Part 3 of The Language of God turns again to science/faith conflict. Collins issues a warning by hailing back to Galileo–reminding believers that their interpretations have been wrong before, and that holding too tightly to a wrong interpretation can result in damage to the faith. Now he moves on to what he considers to be the four options in dealing with science faith issues: atheism and agnosticism (where science trumps faith), creationism (where faith trumps science), intelligent design (when science needs divine help), and “Biologos” (where science and faith are in harmony). “BioLogos”, of course, means theistic evolution.

This section was a mixed bag. I agreed with Collins’ point in the chapter on atheism. Science can not be used to discount the existence of God, especially since science cannot account for morality. I agreed with many (but not all) of Collins’ arguments against intelligent design, especially his argument that intelligent design does not offer a predictive (that is, testable) scientific model.

But Collins’ chapter on creationism seems to me to be setting up a straw man of sorts by focusing on Young Earth creationism. It is true that to hold that the universe is less than 10,000 years old means discounting the evidences of multiple branches of science (geology and cosmology primary ones, but analysis of prolific Chinese genealogies also suggests that humanity itself is older than Ussher’s date for creation.) But does this mean that the Genesis accounts are not to be taken literally and that Darwinian evolution should be accepted?

I don’t believe so. Collins completely ignores what I feel to be the most Biblically- and scientifically-faithful alternative: old earth creationism, particularly the (non-Darwinian) creation model set forth by Reasons to Believe.
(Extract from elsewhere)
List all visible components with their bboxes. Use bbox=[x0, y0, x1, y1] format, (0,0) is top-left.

Reasons to Believe has a high view of Scripture AND a high view of science, believing both to be books written by God to display Himself.
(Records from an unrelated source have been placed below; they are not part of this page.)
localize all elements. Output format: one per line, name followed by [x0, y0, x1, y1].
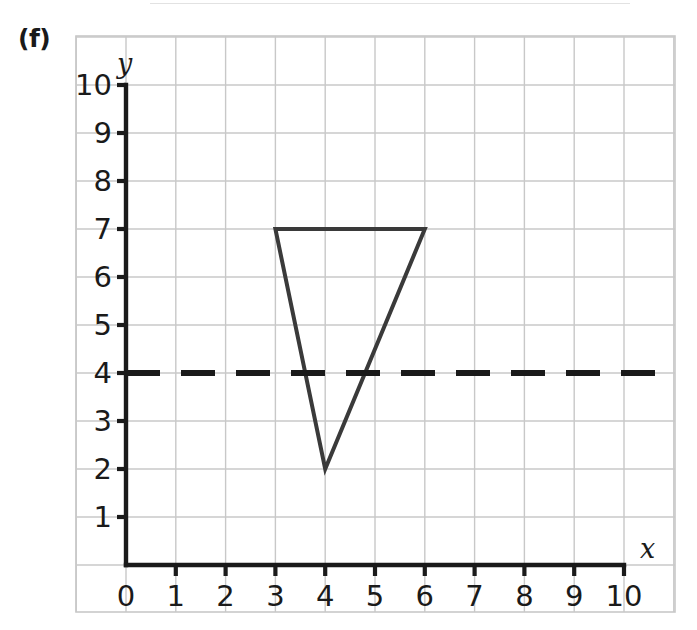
x-axis-label-6: 6	[416, 582, 434, 611]
triangle	[275, 229, 424, 469]
axes-lines	[117, 85, 624, 576]
y-axis-label-8: 8	[94, 167, 112, 196]
y-axis-label-5: 5	[94, 311, 112, 340]
x-axis-label-1: 1	[167, 582, 185, 611]
y-axis-label-7: 7	[94, 215, 112, 244]
x-axis-label-9: 9	[565, 582, 583, 611]
y-axis-label-10: 10	[75, 71, 112, 100]
y-axis-label-3: 3	[94, 407, 112, 436]
x-axis-label-2: 2	[216, 582, 234, 611]
y-axis-label-4: 4	[94, 359, 112, 388]
x-axis-label-0: 0	[117, 582, 135, 611]
y-axis-label-2: 2	[94, 455, 112, 484]
x-axis-label-8: 8	[515, 582, 533, 611]
y-axis-label-9: 9	[94, 119, 112, 148]
y-axis-name: y	[117, 50, 132, 77]
shapes-layer	[126, 229, 674, 469]
x-axis-label-3: 3	[266, 582, 284, 611]
coordinate-grid-figure: (f) 10987654321012345678910yx	[0, 0, 697, 630]
x-axis-label-10: 10	[606, 582, 643, 611]
x-axis-label-5: 5	[366, 582, 384, 611]
x-axis-label-4: 4	[316, 582, 334, 611]
x-axis-name: x	[640, 535, 655, 562]
grid-lines	[76, 36, 675, 612]
x-axis-label-7: 7	[465, 582, 483, 611]
y-axis-label-1: 1	[94, 503, 112, 532]
y-axis-label-6: 6	[94, 263, 112, 292]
The difference between Collins’ approach and RTB’s is marked. Collins says “Since the common interpretation of science and the common interpretation of Scripture are incompatible, the interpretation of Scripture must be wrong.” Unfortunately, Collins does not offer any alternative exegesis in support of theistic evolution. On the other hand, Reasons to Believe says “Since the common interpretation of science and the common interpretation of Scripture are incompatible, we must examine both carefully to ascertain what God is really speaking through the two books of general and special revelation.” Reasons to Believe offers a legitimate alternative exegesis of Genesis 1-2, as well as other creation accounts in Scripture–and offers a legitimate scientific model that has explanatory power for the observations Collins sees as irrefutable proofs of evolution.

Ultimately, I think that Collins is well-meaning in his writing and is a sincere believer in God–but I think he has more in common with a liberal branch of theology that discounts Scripture as truly inerrant than with historic Christianity (which has upheld a high view of Scripture). He made arguments for evolution, sure, ones that different individuals may find more or less convincing (I am less convinced). He made arguments for faith from outside the realm of science. But despite stating that science and faith are compatible, Collins failed to make any good arguments for how science and faith are compatible.

I’m glad I read The Language of God, and I’m thankful to Janet for drawing my attention to this book. Clearly, though, I was unconvinced by Collins’ arguments for theistic evolution (what he calls “BioLogos”).


Rating:3 Stars
Category:Science and Religion
Synopsis:The head of the Human Genome Project attempts to make a case for the compatibility of Christianity and science, particularly Darwinian evolution.
Recommendation: A thought-provoking book, but ultimately unconvincing. I recommend it for critical readers, not so much for those who aren’t able or willing to think critically as they read.